Opinion and Analysis

Celebrate Freedom Day? No thanks, I’d rather drink

While celebrations took place all over the country this week, some young people in Cape Town’s townships chose to spend Freedom Day another way.

Pharie Sefali

Opinion | 30 April 2014

“˜Nothing About Us, Without Us!’ - keeping the Constitution alive

The stories told by the mothers of three children with disabilities at a series of workshops at the Consitutional Court underline the contrast between constitutional rights and the grim reality.

Muhammad Zakaria Suleman and Tim Fish Hodgson

Opinion | 29 April 2014

Deploying the army to the Cape Flats won’t work

The call to deploy the army was heard in response to recent gang violence in Manenberg. But that’s not the solution, argues Adam Armstrong.

Adam Armstrong

Opinion | 29 April 2014

Labour’s blind loyalty a democratic failure

The ongoing and increasingly bitter row within Cosatu boils down, basically, to a constitutional clash.

Terry Bell

Opinion | 29 April 2014

Dalindyebo, the DA’s kingmaker

In the Eastern Cape, the Democratic Alliance is in bed with a despot convicted of homicide, attempted murder, kidnapping, arson and a range of other heinous crimes. Mandy de Waal asks whether the opposition is wise to hug a tyrant close to its breast, in the hope of defeating the ANC.

Mandy de Waal

Analysis | 22 April 2014

Khayelitsha cops: “We are the whipping boys”

While the Marikana hearings drift through the doldrums in Rustenberg, at Khayelitsha’s Lookout Hill another commission into police failings is cautiously gathering momentum. The O’Regan-Pikoli Commission of Inquiry is a timely and consolatory reminder of the judicial efficiency South Africa is capable of.

Richard Conyngham

Opinion | 22 April 2014

COSATU schisms make for a rocky road

We are in the midst of all the usual fanfare, the pledges, promises, rows and contradictions that accompany any run-up to a major election. But the scheduled national poll on 7 May seems to be beset by more bickering, bitterness and fragmentation than normal — and this is a clear portent for the future.

Terry Bell

Opinion | 22 April 2014

What’s that you say … human-whats?

Nearly two decades into our democracy, for most people living in South Africa our Constitution might as well be written in Latin, because it is more than likely that they have never read it.

Tim Fish Hodgson and Tawana Nharingo

Opinion | 17 April 2014

Where to for Cape Town Pride?

At a meeting on 12 April convened by Ikasi Pride, members of a divided gay and lesbian community discussed the future of gay pride in the city, its steady depoliticisation, its lack of community outreach and its image problem.

Brent Meersman

Opinion | 15 April 2014

A year of compulsory community service for new teachers?

On April Fool’s day, GroundUp published a story which claimed that government had made it compulsory for teacher graduates to provide their services in non-model C government schools for one year.

Joshua Maserow

Opinion | 15 April 2014

Still seeking fairness on the farms

Farm employer organisation AgriSA last week met with trade union representatives in an effort to strike a deal to allow unionisation on farms — and especially in the winelands of the Western Cape. “Most farmers still will not allow union representatives onto their properties,” says Federation of Unions (Fedusa) general secretary Dennis George.

Terry Bell

Opinion | 14 April 2014

Kramer has it wrong says City

Paul Boughey, chief of staff to the executive mayor of Cape Town, takes issue with Dustin Kramer's article on GroundUp.

Paul Boughey

Opinion | 9 April 2014

Mobile phone rates and putting people before profits

You’ve probably heard the news that MTN and Vodacom have gone to court to stop new regulations. The court ruled that the regulations should go head. What does this mean for the people’s right to communicate?

John Haffner

Opinion | 8 April 2014

Strike focus must be on jobs, not wages

A crunch point has this week been reached in the platinum sector. Stockpiles are all but exhausted and striking miners are starving. In normal circumstances this would be the time when compromise is reached, a matter of who blinks first.

Terry Bell

Opinion | 8 April 2014

Where do political parties stand on health issues?

The People’s Health Manifesto is an initiative of the Treatment Action Campaign. With elections upon us, the TAC wanted to know what political parties proposed to do for healthcare. They put 11 questions to them. This is what they discovered.

Brent Meersman

Opinion | 7 April 2014

EFF is not a left alternative

This was written in September 2011 when Julius Malema was still riding high in the ANCYL. However, the arguments made are, I think vindicated by the subsequent emergence of the EFF. Anyone who thinks the EFF represents a Left alternative is badly — and dangerously — mistaken. I put it out again now because it appears that there are still some otherwise sensible comrades who are considering a vote for the EFF. WASP, for all its faults, is at least a Left bet.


WHAT YOU SHOULD DO:
The output should match, line for line, the records from the line containing "The width and" through the line containing "pyautogui.click(x=<x>, y=<y>)", with every picture left out.

Dataset excerpts
........

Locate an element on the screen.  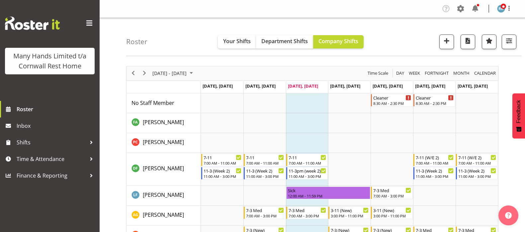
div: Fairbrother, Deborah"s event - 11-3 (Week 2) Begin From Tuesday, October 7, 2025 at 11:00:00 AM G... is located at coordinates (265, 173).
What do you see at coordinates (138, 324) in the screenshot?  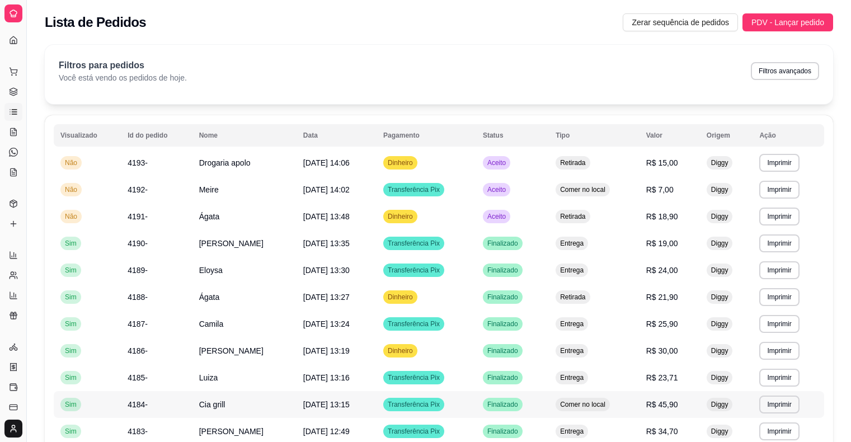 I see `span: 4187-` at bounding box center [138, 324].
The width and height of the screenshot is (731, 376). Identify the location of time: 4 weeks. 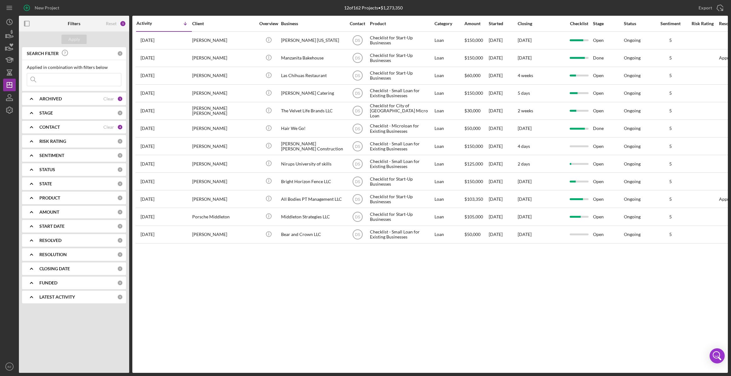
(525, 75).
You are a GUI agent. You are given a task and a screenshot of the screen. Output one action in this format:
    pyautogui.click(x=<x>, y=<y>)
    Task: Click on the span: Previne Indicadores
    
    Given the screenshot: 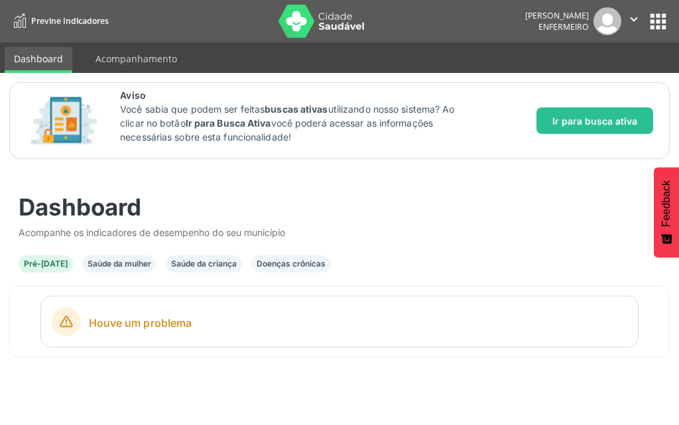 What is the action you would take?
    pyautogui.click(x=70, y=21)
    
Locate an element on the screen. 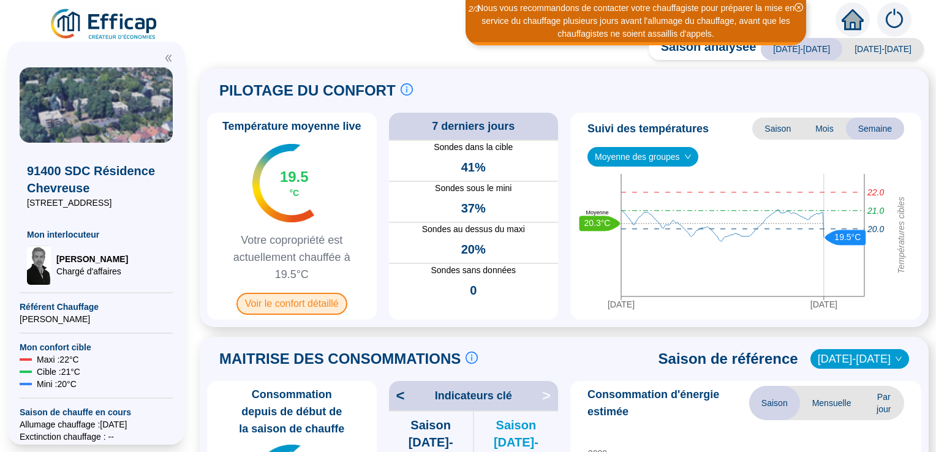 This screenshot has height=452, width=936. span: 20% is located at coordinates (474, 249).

........

RESPONSE TO THIS EXERCISE:
The width and height of the screenshot is (731, 376). Identify the location of time: 4 weeks. 
(525, 75).
You are a GUI agent. You are given a task and a screenshot of the screen. Output one action in this format:
    pyautogui.click(x=<x>, y=<y>)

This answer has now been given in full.